PS2 EyeToy Linux support

# on January 21st 2006 at 4:54 pm in Computers & Hardware,Interesting Links

Due to the lack of a microphone in my laptop I was searching for a information on getting the microphone in the PS2 EyeToy USB camera running on Linux. I knew that it had a built-in microphone, but didn’t know about any Linux support yet.

Audio support
I quickly came to discover that it’s supported by the USB Audio driver by default, so I was able to grab sound from the microphone by doing something like cat /dev/dsp1 > /dev/dsp.

I haven’t yet gotten it working in some GUI program, like Audacity or the KDE’s Sound Recorder, which, for some reason, either don’t have the option, or don’t allow me to specify the input-device the USB mic is on.

Modifying Audacity’s configuration file by hand doesn’t seem to have any effect either — it just only displays /dev/dsp as possible options. I quickly compiled and installed the latest stable version (1.2.4b), but all to no avail — it still refuses to show /dev/dsp1 as an option.

I found some posts from guys having the same problem, but no solution for this yet.

Video support
I knew that the ov51x kernel module kind-of supports the camera, allowing one to grab (still) JPEGs from it, but incidentally I found this ov51x-hack that loads JPEG decompression into the kernel. It is not really regarded safe, but it works like a charm.


 

Nah, I don’t think I’ll hack this piece of hardware to make it work in infra red. :)

 
EyeToy, Linux, Hardware, Hacks

- Navaho Gunleg
rss 3 comments
  1. Alex
    September 14th, 2008 | 19:02 | #1

    Dude,
    What drivers r u using?
    Imma using OmniCam drivers, and I can’t find anything bout using Eye Toy’s microphone………
    Help me plz….

  2. Alex
    September 14th, 2008 | 19:31 | #2

    Oh, don’t bother
    I’ve already figured this by myself
    But, still, how do I use the mic in the apps?
    Have you figured it out?

  3. September 15th, 2008 | 07:45 | #3

    Hi Alex

    If the driver has been installed and the camera connected, a new DSP device should appear (/dev/dsp1, because it will most likely be the 2nd audio device).

    The /dev/dsp1 can be used as input in, for instance, VoIP applications. If you cannot specify this audio device as an audio source in your applications’ audio settings — I guess your application will not support it.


Instructions to follow: Every entry below should be written out again exactly.

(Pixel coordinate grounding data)
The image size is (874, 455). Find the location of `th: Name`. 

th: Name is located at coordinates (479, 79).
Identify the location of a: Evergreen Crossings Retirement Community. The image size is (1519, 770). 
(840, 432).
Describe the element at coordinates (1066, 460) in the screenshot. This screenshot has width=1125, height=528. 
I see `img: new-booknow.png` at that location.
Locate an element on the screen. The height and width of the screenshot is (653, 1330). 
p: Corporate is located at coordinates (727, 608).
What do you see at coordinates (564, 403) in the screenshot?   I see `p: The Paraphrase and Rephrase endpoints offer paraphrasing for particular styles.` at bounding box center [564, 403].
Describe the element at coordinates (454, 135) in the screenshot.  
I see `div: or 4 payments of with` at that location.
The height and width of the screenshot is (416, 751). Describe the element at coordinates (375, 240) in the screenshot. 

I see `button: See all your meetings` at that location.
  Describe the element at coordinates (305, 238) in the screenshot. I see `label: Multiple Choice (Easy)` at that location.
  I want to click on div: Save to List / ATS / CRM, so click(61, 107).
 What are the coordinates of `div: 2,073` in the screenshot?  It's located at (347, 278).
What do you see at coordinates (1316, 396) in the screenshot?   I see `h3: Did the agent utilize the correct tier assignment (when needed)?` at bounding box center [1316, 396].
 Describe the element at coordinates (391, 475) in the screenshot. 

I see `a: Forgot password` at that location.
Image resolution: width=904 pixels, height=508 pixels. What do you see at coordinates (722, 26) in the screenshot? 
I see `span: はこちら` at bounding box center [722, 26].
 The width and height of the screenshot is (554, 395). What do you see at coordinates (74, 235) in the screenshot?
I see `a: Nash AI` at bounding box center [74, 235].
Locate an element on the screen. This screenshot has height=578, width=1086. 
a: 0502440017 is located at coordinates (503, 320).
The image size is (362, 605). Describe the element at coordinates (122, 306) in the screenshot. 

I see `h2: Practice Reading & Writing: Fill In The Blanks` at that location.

Your response:
The image size is (874, 455). Find the location of `th: Name`. 

th: Name is located at coordinates (479, 79).
Identify the location of a: Evergreen Crossings Retirement Community. The image size is (1519, 770). 
(840, 432).
Describe the element at coordinates (1066, 460) in the screenshot. This screenshot has width=1125, height=528. 
I see `img: new-booknow.png` at that location.
Locate an element on the screen. The height and width of the screenshot is (653, 1330). 
p: Corporate is located at coordinates (727, 608).
What do you see at coordinates (564, 403) in the screenshot?   I see `p: The Paraphrase and Rephrase endpoints offer paraphrasing for particular styles.` at bounding box center [564, 403].
Describe the element at coordinates (454, 135) in the screenshot.  
I see `div: or 4 payments of with` at that location.
The height and width of the screenshot is (416, 751). Describe the element at coordinates (375, 240) in the screenshot. 

I see `button: See all your meetings` at that location.
  Describe the element at coordinates (305, 238) in the screenshot. I see `label: Multiple Choice (Easy)` at that location.
  I want to click on div: Save to List / ATS / CRM, so click(61, 107).
 What are the coordinates of `div: 2,073` in the screenshot?  It's located at (347, 278).
What do you see at coordinates (1316, 396) in the screenshot?   I see `h3: Did the agent utilize the correct tier assignment (when needed)?` at bounding box center [1316, 396].
 Describe the element at coordinates (391, 475) in the screenshot. 

I see `a: Forgot password` at that location.
Image resolution: width=904 pixels, height=508 pixels. What do you see at coordinates (722, 26) in the screenshot? 
I see `span: はこちら` at bounding box center [722, 26].
 The width and height of the screenshot is (554, 395). What do you see at coordinates (74, 235) in the screenshot?
I see `a: Nash AI` at bounding box center [74, 235].
Locate an element on the screen. This screenshot has height=578, width=1086. 
a: 0502440017 is located at coordinates (503, 320).
The image size is (362, 605). Describe the element at coordinates (122, 306) in the screenshot. 

I see `h2: Practice Reading & Writing: Fill In The Blanks` at that location.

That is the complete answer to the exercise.